Developer makes high end plans for Kelowna campground that's home to low income earners
Matthew Richard loves where he lives.
The rent is cheap, it’s quiet and close to the beach.
But, after three years of renting his home in the Hiawatha RV Park, he’s worried about having to move now that the property owner, Westcorp, has submitted yet another application to develop the 18-acre site that's across the road from Okanagan Lake and Kelowna’s Rotary Park.
“It’s awesome here,” Richard told iNFOnews.ca.
“There’s no crime here. There’s deer running through the back in the summer. You don’t hear anything but the birds singing.”
When he and Trevor Garowey rented the 1970s-era manufactured home, he knew the site was destined for redevelopment and has always had the nagging worry that, someday, he would have to move.
“Where will we go?” asked another resident who didn’t want to give his name.
“There’s nothing in Kelowna for people who are on a fixed income or work at a fast food place.”
He’s on a disability pension and, even with the low rents at Hiawatha, he has to have a roommate to get by.
Westcorp is the same company that’s going to a public hearing next Tuesday requesting a permit to build a 174-room, 33-storey hotel in downtown Kelowna that’s been on the books for many years.
It bought Hiawatha, with its 89 campsites and 94 RV pads, in 2007.
In 2013, despite strong opposition from residents and neighbours, city council agreed to a development plan for the site. By 2015, Westcorp owned all the mobile homes on the site.
They destroyed 36 of them in 2016 because of extensive mold damage but the rest are rented out. Tenants include seniors on fixed incomes, young families with children and a range of people in between.

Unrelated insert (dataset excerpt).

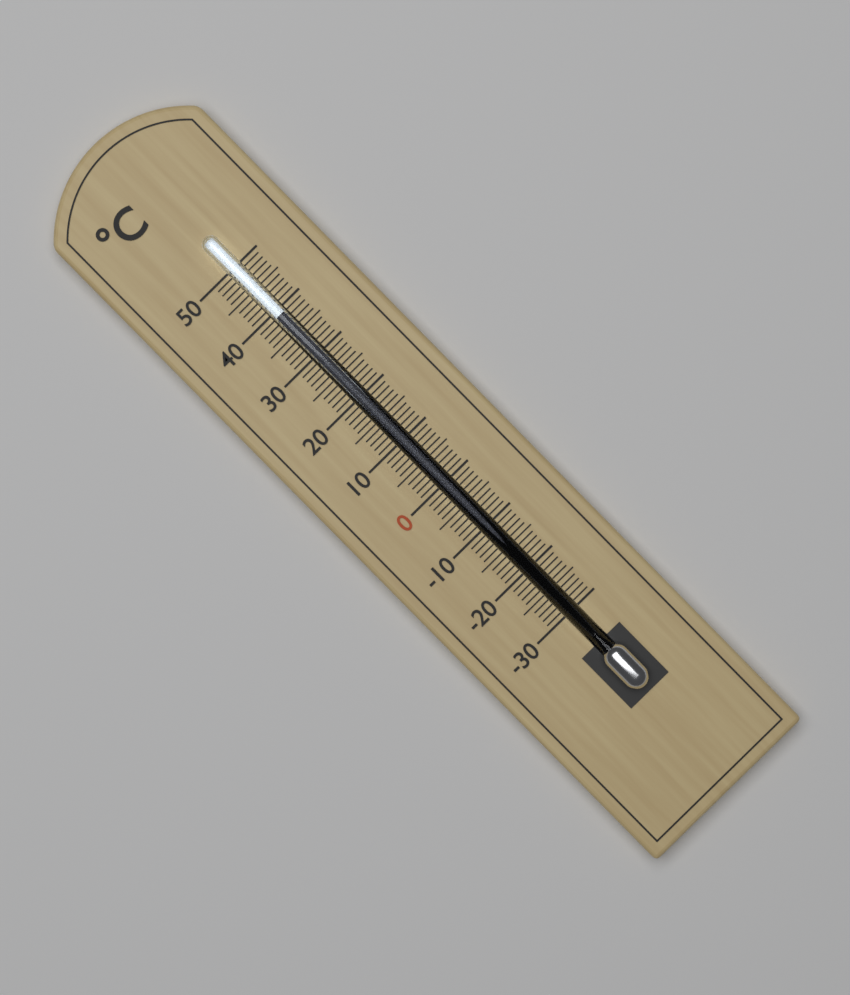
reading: 39 °C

There are only three of the original tenants still living in the park, according to the report going to city council.
And, despite Richard’s claim that it's been crime-free, there was a brutal murder in the park in 2014.

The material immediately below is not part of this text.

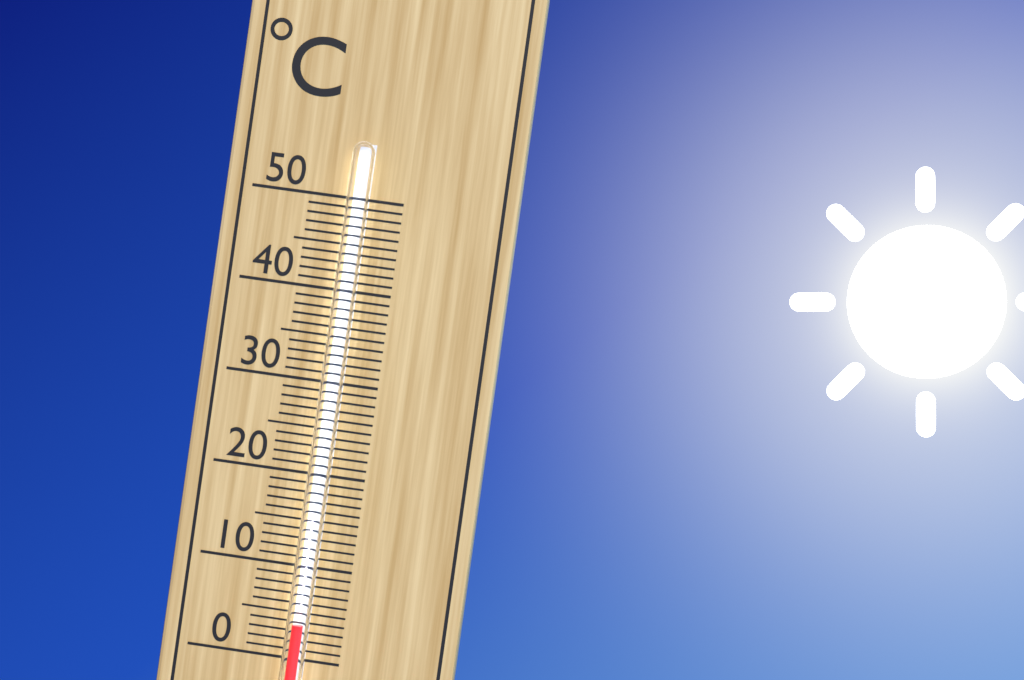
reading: 4 °C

Even though the development was approved in 2013, that permission has long since expired, which is why the new application had to be filed. If granted, work has to start within two years.
The application Westcorp filed Jan. 30, shows eight towers ranging from eight to 15 stories plus a cluster of 3.5 storey townhouses with a total of 1,071 units, a day care, 19,000 square feet of retail space and 4,000 square feet of office space.
“For more than five decades, families have enjoyed visiting this site to camp next to Wilson Creek, and to play in the sand and water at Rotary Beach,” the report states. “The legacy of this site is the love of sun, water, relaxation, nature and connection.”
The plans include creating a linear park along Wilson Creek that will connect through from Lakeshore Road to Springbrook Road.
“It is these components that have been the inspiration for the built form, one that is imbued with cues of authentic, close-to-nature Okanagan living,” the report continues.
But it will not be a campground nor a home for low-income renters.
“The over-look pool deck will be reminiscent of living at a grand resort, with amenities such as the ‘outdoor kitchens and dining rooms’ that will provide a lifestyle consistent with only the most gracious of homes,” the report states.
“This will truly be living life ‘elevated’.”
That’s what bothers the residents.
There are fewer affordable housing options for people living on low incomes in Kelowna.
Richard works as a janitor and his roommate is on a disability pension.
While rent is only about $1,000 per month, with utilities that can cost them $1,600 to $1,800 a month.
With the average one-bedroom apartment costing $1,300 a month, neither could afford that on their own.
Besides, Richard noted, he loves to be outdoors.
Given the number of applications that have flooded into City Hall in recent weeks, it’s unlikely that this one will get to city council before summer. There’s no indication of how the project will be phased so tenants don’t know how much time they will have to find another place to live.
“They don’t tell us anything,” said the unnamed resident.
Calls to Westcorp were not returned by publication time.